There are other drawbacks to the medium that you need to be aware of, too:

  • Even without spam, the number of email messages being sent around the world is growing to the point where a typical user is likely to get overwhelmed. It is said that a typical business user spends over two hours a day just dealing with email.
  • Although most email platforms allow you to receive messages (called HTML emails) with formatting, images and other design elements, you cannot guarantee all your targets will see these as intended. So, design-wise, email marketing offers two options: either send out HTML emails and bear in mind that a proportion of your prospects may end up getting a messy mix of text and computer code, or stick to plain text with no formatting whatsoever.
  • Unlike postal addresses, not everyone you may want to reach has got email and certain sectors of the population are not likely to have it for some time (although, from a marketing perspective, it may be possible to reach some of these with mobile text messaging instead).

Tips for direct email copywriting

Bearing in mind the above, you should:

  • Write text that will have impact on its own, without formatting, unless you are reasonably certain that your targets can receive HTML email.
  • Avoid anything in the subject line that may make the email look like spam. This includes multiple exclamation marks (or, indeed, any exclamation marks), nonspecific subjects (‘hey’; ‘I thought you might be interested in this’; and so on), all-caps and truncated or corrupted headings (‘HEY!!!!! I THOUGHT YOU MIGHT BExguqua’).

Things that will help make your emails more effective include:

  • Coming from a reputable source (a category which hopefully includes your clients).
  • Having a subject line that offers a clear and obvious reason for being read (‘Improve your customer retention by 10%’ rather than ‘News from Company X’, for example).
  • Talking benefits right up front.
  • Using a tone that is informal, but not necessarily chummy. Remember that emails are more personal than letters.
  • Breaking up your copy into small chunks, to make it easier to read.
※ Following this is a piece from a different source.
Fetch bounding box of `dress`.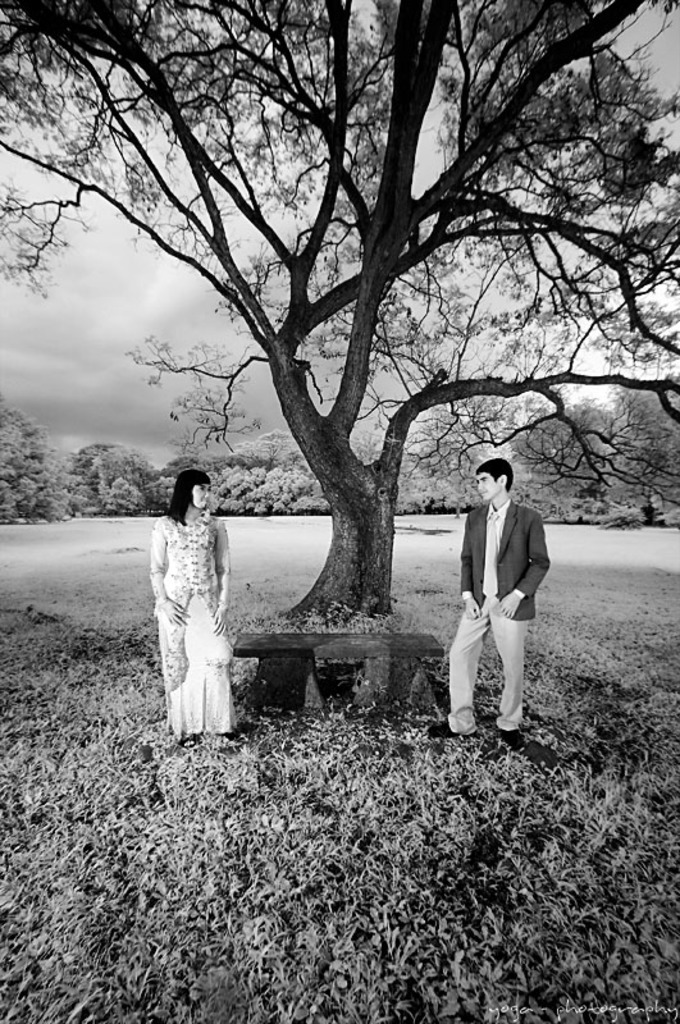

Ideally, you should have no more than three lines together on screen and put a paragraph space in between every sentence. Break your paragraphs with one-line spaces.
  • Using keyboard symbols, where necessary, to help with formatting. For example, if you need to put a line between paragraphs, use a series of dashes (———) or equals signs (= = = =).

Email newsletters

Email newsletters, often linked to a website, are a common and inexpensive form of corporate communication whose use ranges from traditional publishing through customer relationship management to internal communications.

The basic guidelines of email writing outlined above apply just as well to electronic newsletters, although there is more scope for bending the rules because you are usually talking to an audience that has specifically requested a regular communication from your client.

It will help to have some technical knowledge of web-based communications as, for example, being able to send HTML emails can make a big difference to the appearance and readability of your publication.

Electronic newsletters also have much in common with traditional publications (see Chapter 14), such as the need to create and adhere to a style guide.

If you are involved in this line of work, whether as an editor, producer or just an occasional contributor, it would be worthwhile subscribing to a few email newsletters yourself to get a feel for the medium.